Although not investigated in this paper, this NRMSE method can be used with composite resources and/or loads; e.g., a combination of wind and solar could be compared to a heat load that includes all water treatment plant heating for water, space, and clothes drying, instead of the single components. This is likely to lead to even better matches than those found. One question of interest for many applications of variable renewable energy is whether the wind and solar resource in a location may be generally complementary, i.e., more wind power is available when less solar power is available and vice versa.
Figure 1 shows that seasonally, this is broadly true. On a daily scale,
Figure 2 seems to indicate that the daily peaks and valleys in solar and wind resources happen at approximately the same time; however, this is based on HOMER resource data and not an actual year of simultaneous data collected in the communities. Local wind and solar data collected simultaneously would need to be used to determine complementariness of the wind and solar resources for a community.
This paper focused on electric resistance heat.
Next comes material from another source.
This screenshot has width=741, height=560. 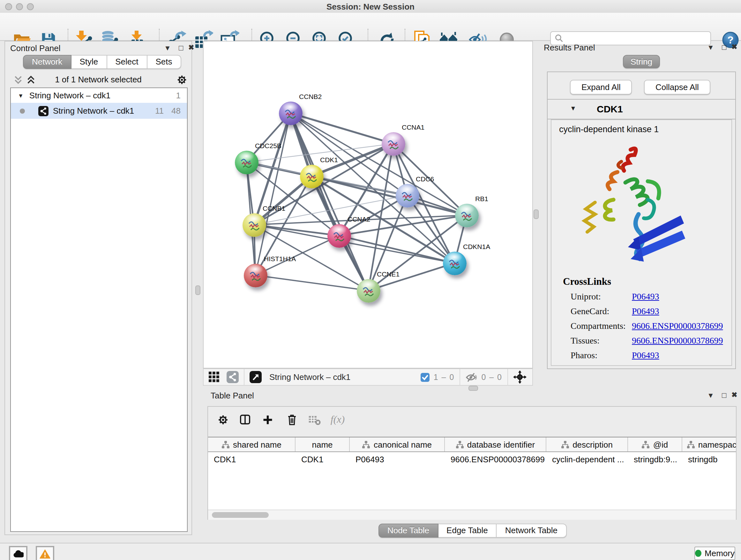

However, if a heat pump were to be utilized instead of electric resistance heating, that would change the heat load curve used in the match by the temperature-dependent coefficient of performance at any point in time. Generally, less electricity would be needed during warmer parts of the heating season to meet the heat load. Due to the near instantaneous dispatchability of electric resistance heat, we have not considered this in the present analysis, but if heat pumps are found to be suitably dispatchable, the analysis may be carried out with an added temperature-dependent coefficient of performance to investigate a thermal load met by an electric heat pump.